Declaring interests and restoring trust in medicine
BMJ 2019; 367 doi: https://doi.org/10.1136/bmj.l6236 (Published 06 November 2019) Cite this as: BMJ 2019;367:l6236Commercial influence in health: from transparency to independence
Click here to read the complete collection
Linked Research
Effect of revealing authors’ conflicts of interests in peer review
Linked Research
Association between gifts from pharmaceutical companies to GPs and their drug prescribing patterns
- Carl Heneghan, professor,
- Margaret McCartney, honorary fellow
- Centre for Evidence-Based Medicine, University of Oxford, Oxford, UK
- Correspondence to: C Heneghan carl.heneghan{at}phc.ox.ac.uk
There is a long history of individuals and organisations attempting to fix the biases that arise from conflicts of interests. Such conflicts contribute to a breakdown in research integrity1 and lead to more favourable outcomes for sponsors,2 the withholding of results,3 and an overall lack of trust in research.4
Journals disclose authors’ potential conflicts of interest to improve the objective assessment of research, increase its credibility, and make peer reviewers, editors, and readers aware of—and account for—the biases that conflicts induce. The International Committee of Medical Journal Editors (ICMJE) considers the purposeful failure to disclose conflicts of interest a form of misconduct. Whether disclosure influences peer reviewers’ assessment of the quality of submitted research is, however, unclear.
In a linked paper, John and colleagues (doi:10.1136/bmj.l5896) tackled this issue by asking whether revealing authors’ conflicts at peer review affects the quality rating of submitted manuscripts.5 From a …
Log in
Log in using your username and password
Log in through your institution
Subscribe from £173 *
Subscribe and get access to all BMJ articles, and much more.
* For online subscription
Access this article for 1 day for:
£38 / $45 / €42 (excludes VAT)
You can download a PDF version for your personal record.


◆ What is being asked
Each line below needs to be restated word for word.

◆ Data provided
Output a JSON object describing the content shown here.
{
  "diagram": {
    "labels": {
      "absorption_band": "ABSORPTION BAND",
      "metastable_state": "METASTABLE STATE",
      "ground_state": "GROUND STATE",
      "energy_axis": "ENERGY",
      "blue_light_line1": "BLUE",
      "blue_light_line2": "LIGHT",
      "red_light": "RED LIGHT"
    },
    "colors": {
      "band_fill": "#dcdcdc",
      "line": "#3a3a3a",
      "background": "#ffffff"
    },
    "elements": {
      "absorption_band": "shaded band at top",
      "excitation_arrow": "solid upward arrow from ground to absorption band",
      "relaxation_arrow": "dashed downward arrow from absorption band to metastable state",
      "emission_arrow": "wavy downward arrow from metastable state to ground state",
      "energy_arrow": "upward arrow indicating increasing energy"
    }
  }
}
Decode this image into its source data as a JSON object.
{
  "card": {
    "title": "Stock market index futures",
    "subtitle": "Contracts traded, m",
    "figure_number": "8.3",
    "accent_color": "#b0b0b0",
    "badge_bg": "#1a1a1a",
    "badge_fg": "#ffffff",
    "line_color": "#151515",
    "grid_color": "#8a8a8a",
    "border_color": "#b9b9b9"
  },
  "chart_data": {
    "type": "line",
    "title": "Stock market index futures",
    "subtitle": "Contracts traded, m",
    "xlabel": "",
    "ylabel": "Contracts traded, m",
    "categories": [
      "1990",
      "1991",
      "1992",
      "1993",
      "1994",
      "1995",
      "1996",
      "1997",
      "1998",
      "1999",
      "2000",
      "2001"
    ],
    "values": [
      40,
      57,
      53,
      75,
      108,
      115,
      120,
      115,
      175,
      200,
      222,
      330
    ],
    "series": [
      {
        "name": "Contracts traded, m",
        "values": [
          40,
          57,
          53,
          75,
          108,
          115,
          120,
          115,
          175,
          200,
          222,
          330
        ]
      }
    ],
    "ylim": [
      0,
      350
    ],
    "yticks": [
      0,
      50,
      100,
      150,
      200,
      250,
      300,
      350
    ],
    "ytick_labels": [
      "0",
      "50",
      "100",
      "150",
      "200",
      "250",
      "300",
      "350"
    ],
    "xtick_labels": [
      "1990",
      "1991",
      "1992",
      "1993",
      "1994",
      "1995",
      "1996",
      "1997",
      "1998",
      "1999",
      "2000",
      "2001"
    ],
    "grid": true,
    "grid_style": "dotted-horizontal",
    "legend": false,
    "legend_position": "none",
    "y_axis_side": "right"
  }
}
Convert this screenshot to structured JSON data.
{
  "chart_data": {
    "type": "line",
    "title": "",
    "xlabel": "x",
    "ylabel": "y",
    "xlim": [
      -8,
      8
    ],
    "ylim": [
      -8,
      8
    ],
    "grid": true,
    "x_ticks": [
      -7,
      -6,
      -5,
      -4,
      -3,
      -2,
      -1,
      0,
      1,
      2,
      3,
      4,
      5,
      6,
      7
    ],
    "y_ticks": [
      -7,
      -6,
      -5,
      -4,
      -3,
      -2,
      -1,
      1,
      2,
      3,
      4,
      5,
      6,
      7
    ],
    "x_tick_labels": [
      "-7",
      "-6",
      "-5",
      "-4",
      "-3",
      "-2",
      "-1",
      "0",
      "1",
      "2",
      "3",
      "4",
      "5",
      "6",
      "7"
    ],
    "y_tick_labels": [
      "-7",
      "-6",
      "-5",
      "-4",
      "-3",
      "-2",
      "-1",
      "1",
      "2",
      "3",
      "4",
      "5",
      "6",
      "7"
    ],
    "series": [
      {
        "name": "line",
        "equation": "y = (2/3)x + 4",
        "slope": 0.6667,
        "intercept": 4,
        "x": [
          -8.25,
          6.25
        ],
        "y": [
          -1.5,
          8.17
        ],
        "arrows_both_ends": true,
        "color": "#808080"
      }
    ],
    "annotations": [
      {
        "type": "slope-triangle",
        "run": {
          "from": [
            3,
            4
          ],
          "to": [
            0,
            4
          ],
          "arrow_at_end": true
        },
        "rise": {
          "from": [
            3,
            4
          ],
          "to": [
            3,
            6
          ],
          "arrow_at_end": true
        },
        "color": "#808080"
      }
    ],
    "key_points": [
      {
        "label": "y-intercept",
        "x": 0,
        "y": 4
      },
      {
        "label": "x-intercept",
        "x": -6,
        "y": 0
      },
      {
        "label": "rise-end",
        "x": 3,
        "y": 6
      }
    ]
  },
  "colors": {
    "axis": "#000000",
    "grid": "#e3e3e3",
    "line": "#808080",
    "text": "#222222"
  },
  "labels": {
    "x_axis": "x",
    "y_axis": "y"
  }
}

◆ Solution below
Output a JSON object describing the content shown here.
{
  "diagram": {
    "labels": {
      "absorption_band": "ABSORPTION BAND",
      "metastable_state": "METASTABLE STATE",
      "ground_state": "GROUND STATE",
      "energy_axis": "ENERGY",
      "blue_light_line1": "BLUE",
      "blue_light_line2": "LIGHT",
      "red_light": "RED LIGHT"
    },
    "colors": {
      "band_fill": "#dcdcdc",
      "line": "#3a3a3a",
      "background": "#ffffff"
    },
    "elements": {
      "absorption_band": "shaded band at top",
      "excitation_arrow": "solid upward arrow from ground to absorption band",
      "relaxation_arrow": "dashed downward arrow from absorption band to metastable state",
      "emission_arrow": "wavy downward arrow from metastable state to ground state",
      "energy_arrow": "upward arrow indicating increasing energy"
    }
  }
}
Decode this image into its source data as a JSON object.
{
  "card": {
    "title": "Stock market index futures",
    "subtitle": "Contracts traded, m",
    "figure_number": "8.3",
    "accent_color": "#b0b0b0",
    "badge_bg": "#1a1a1a",
    "badge_fg": "#ffffff",
    "line_color": "#151515",
    "grid_color": "#8a8a8a",
    "border_color": "#b9b9b9"
  },
  "chart_data": {
    "type": "line",
    "title": "Stock market index futures",
    "subtitle": "Contracts traded, m",
    "xlabel": "",
    "ylabel": "Contracts traded, m",
    "categories": [
      "1990",
      "1991",
      "1992",
      "1993",
      "1994",
      "1995",
      "1996",
      "1997",
      "1998",
      "1999",
      "2000",
      "2001"
    ],
    "values": [
      40,
      57,
      53,
      75,
      108,
      115,
      120,
      115,
      175,
      200,
      222,
      330
    ],
    "series": [
      {
        "name": "Contracts traded, m",
        "values": [
          40,
          57,
          53,
          75,
          108,
          115,
          120,
          115,
          175,
          200,
          222,
          330
        ]
      }
    ],
    "ylim": [
      0,
      350
    ],
    "yticks": [
      0,
      50,
      100,
      150,
      200,
      250,
      300,
      350
    ],
    "ytick_labels": [
      "0",
      "50",
      "100",
      "150",
      "200",
      "250",
      "300",
      "350"
    ],
    "xtick_labels": [
      "1990",
      "1991",
      "1992",
      "1993",
      "1994",
      "1995",
      "1996",
      "1997",
      "1998",
      "1999",
      "2000",
      "2001"
    ],
    "grid": true,
    "grid_style": "dotted-horizontal",
    "legend": false,
    "legend_position": "none",
    "y_axis_side": "right"
  }
}
Convert this screenshot to structured JSON data.
{
  "chart_data": {
    "type": "line",
    "title": "",
    "xlabel": "x",
    "ylabel": "y",
    "xlim": [
      -8,
      8
    ],
    "ylim": [
      -8,
      8
    ],
    "grid": true,
    "x_ticks": [
      -7,
      -6,
      -5,
      -4,
      -3,
      -2,
      -1,
      0,
      1,
      2,
      3,
      4,
      5,
      6,
      7
    ],
    "y_ticks": [
      -7,
      -6,
      -5,
      -4,
      -3,
      -2,
      -1,
      1,
      2,
      3,
      4,
      5,
      6,
      7
    ],
    "x_tick_labels": [
      "-7",
      "-6",
      "-5",
      "-4",
      "-3",
      "-2",
      "-1",
      "0",
      "1",
      "2",
      "3",
      "4",
      "5",
      "6",
      "7"
    ],
    "y_tick_labels": [
      "-7",
      "-6",
      "-5",
      "-4",
      "-3",
      "-2",
      "-1",
      "1",
      "2",
      "3",
      "4",
      "5",
      "6",
      "7"
    ],
    "series": [
      {
        "name": "line",
        "equation": "y = (2/3)x + 4",
        "slope": 0.6667,
        "intercept": 4,
        "x": [
          -8.25,
          6.25
        ],
        "y": [
          -1.5,
          8.17
        ],
        "arrows_both_ends": true,
        "color": "#808080"
      }
    ],
    "annotations": [
      {
        "type": "slope-triangle",
        "run": {
          "from": [
            3,
            4
          ],
          "to": [
            0,
            4
          ],
          "arrow_at_end": true
        },
        "rise": {
          "from": [
            3,
            4
          ],
          "to": [
            3,
            6
          ],
          "arrow_at_end": true
        },
        "color": "#808080"
      }
    ],
    "key_points": [
      {
        "label": "y-intercept",
        "x": 0,
        "y": 4
      },
      {
        "label": "x-intercept",
        "x": -6,
        "y": 0
      },
      {
        "label": "rise-end",
        "x": 3,
        "y": 6
      }
    ]
  },
  "colors": {
    "axis": "#000000",
    "grid": "#e3e3e3",
    "line": "#808080",
    "text": "#222222"
  },
  "labels": {
    "x_axis": "x",
    "y_axis": "y"
  }
}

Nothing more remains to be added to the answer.